In the coatings industry, especially in pigmentary studies, metamerism has a somewhat different meaning, but the idea is still sort of the same. Metamerism is a term used for when two colored samples appear to match under one set of lighting and viewing conditions, but not under another set. Metameric dissimilarity may also be due to differences in observers’ color perception aside from lighting or viewing conditions.

There are instruments available that simulate
various lighting and viewing conditions to
help manage unexpected metameric effects.

I have noticed that metameric effects are often more pronounced in coating systems that do not have high opacity and where the substrate is colored (non-white), or where the system is comprised of multiple layers of varying color contribution.

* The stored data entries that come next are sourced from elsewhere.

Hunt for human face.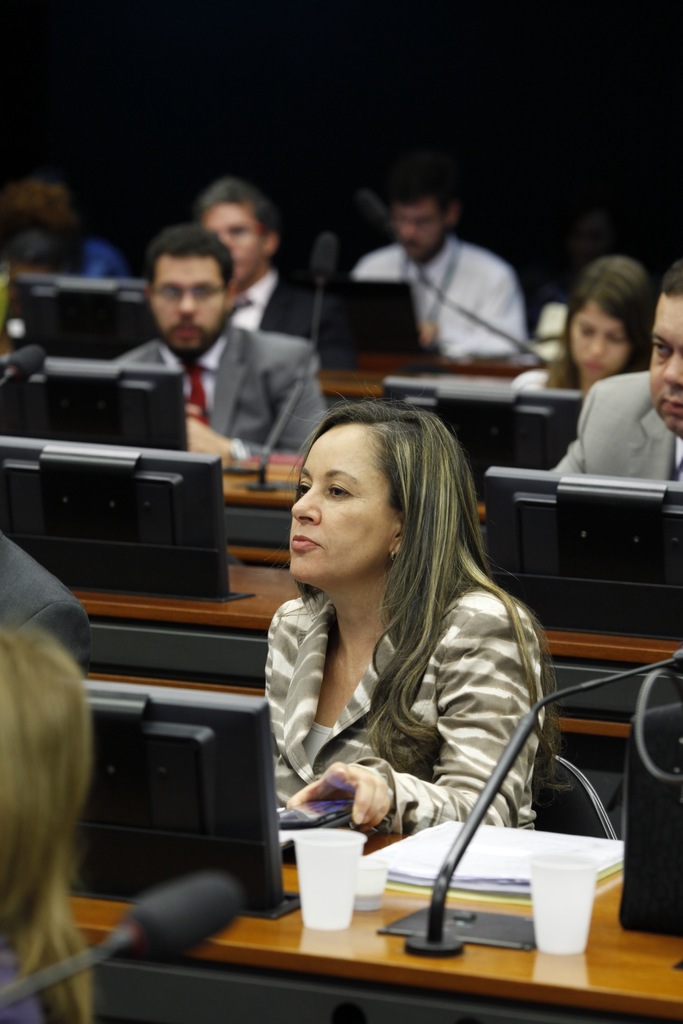
Hunted down at [651, 291, 682, 438].
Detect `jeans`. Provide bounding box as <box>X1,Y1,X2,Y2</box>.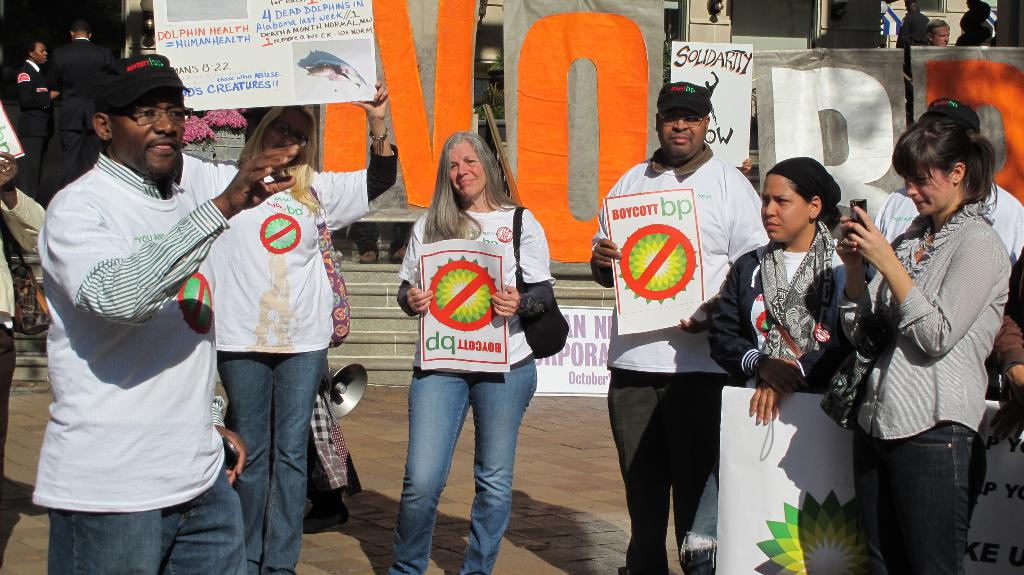
<box>391,357,539,574</box>.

Coatings that incorporate different types of coloring material types also seem prone to metamerism (e.g. organic/inorganic colorants or dyes/universal colorants added post-manufacture).

An example scenario might be a manufactured article whose color is designed and agreed to under the viewing conditions at the manufacturing facility, but doesn’t match expectations when the article is completed and moved to the final location. Metamerism may be the reason. (I say ‘may be’ because a legitimate manufacturing error may also be the cause.) During my time in the coatings industry, I dealt with metamerism often enough to appreciate its potential for disruption.

At Nova, we are thankful that we do not have to worry about such aesthetic complexities in our manufacturing process. Making gas analyzers is complicated enough already. But there are a couple of phenomena in gas analysis that remind me a little of metamerism. I’ll talk about those next time.

The Nova blog appears to be about gas analyzers, and yet this post discussed a completely different subject. Literary metamerism.